Missiological Implications

The missiological implications for AIA’s method are tremendous. Because it is a decision-based approach for conversion, it represents a western rational model for evangelism. As such, AIA may have to work to overcome some cultural barriers within eastern settings where individual decision is not as highly valued as group thinking. The application of Christianity to specific western cultural behaviors as evidenced in sports is their method for discipleship. One disciple admitted that “competing hard is okay” after he learned that it was a tenet of Christianity (Vision, p. 3). This too is a cultural difference in countries where competition is seen as a negative trait, much less a Christian one.
It is project based designed to reach large masses with evangelism but target specific groups for discipleship. For example, in one event in Nicaragua an AIA mission team “spoke to 1000 people, with an estimated 100,000 more potential viewers” in a television broadcast (Vision, p. 3). It maximizes short-term trips rather than establishing long-term incarnational presence. Usually these trips are one week long.

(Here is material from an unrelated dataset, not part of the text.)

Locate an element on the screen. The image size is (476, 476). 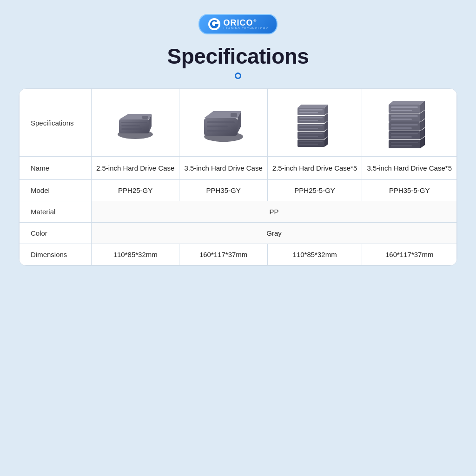
hdd-single-small-svg is located at coordinates (135, 123).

It uses internationally recognized avenues such as the Olympics as platforms for sharing the gospel. These large-scale events are often nationally recognized and therefore hold greater potential than any one church’s missionary activities. Moreover, this stance contradicts the church planting movement mentality behind some of the more recent evangelical missions agencies’ work to maintain outside foreign influence at a lower profile.
Like many other American ministries, AIA’s strategy is numerically-based and results-driven. Therefore, careful attention is required for reporting witnessing opportunities, decisions made, and disciples gathered. However, it does not record baptisms or church plants as these are activities of a local church. When AIA presents itself not as a missional arm of the church but as a parachurch missional agency, it stays true to its primary task as an external pioneering presence.

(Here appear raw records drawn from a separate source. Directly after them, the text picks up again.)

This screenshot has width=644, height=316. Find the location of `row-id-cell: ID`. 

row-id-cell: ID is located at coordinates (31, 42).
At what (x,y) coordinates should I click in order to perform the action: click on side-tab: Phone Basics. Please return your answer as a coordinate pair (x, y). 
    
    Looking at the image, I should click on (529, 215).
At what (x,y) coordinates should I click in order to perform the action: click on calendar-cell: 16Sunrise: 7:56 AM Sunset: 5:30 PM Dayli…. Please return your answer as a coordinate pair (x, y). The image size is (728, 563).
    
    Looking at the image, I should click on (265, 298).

AIA is support-based through business. It is not a tent-makers’ ministry. Many involved in AIA’s international missionary service support themselves or either find their support from independent businesses, but no outright solicitation is made from local churches.
It is talent-based leadership equipping. It is cutting edge in that sportsmen can see themselves as missionaries. There was a time when missionaries would not have thought of sports as a gospel medium, let alone as a platform for ministry, but AIA is proving successful in changing the paradigm of traditional missions within this venue.
It opens doors in locations where traditional missionaries might not be able to go. This leads to a discussion of the target not as geographic or ethnic but cultural or subcultural, with the specific affinity being sports. Whether or not interest-based affinity grouping can be considered part of a biblical missiology is a question that missiologists have only begun to ask recently.
That is why there is a question of indigeneity. AIA does not address any cross-cultural training or language acquisition for these one-week trips. There is no specific cultural training outside of intensive preparation for survival as an expat in a foreign field. Therefore, the long term impact of these short term trips can truly only be measured with the evangelism results that AIA has set in place. A trip is designed to produce converts to Christ and volunteers to the sports projects.
            Sports is a medium for evangelism, like teaching English as a Second Language, drama presentations, or humanitarian aid. It is a language for reaching those that the local church might not reach otherwise. AIA is standing in the gap as an independent missions arm to garner those who only speak “sports”. AIA’s strategy is make that medium a missionary tool is both unique and successful.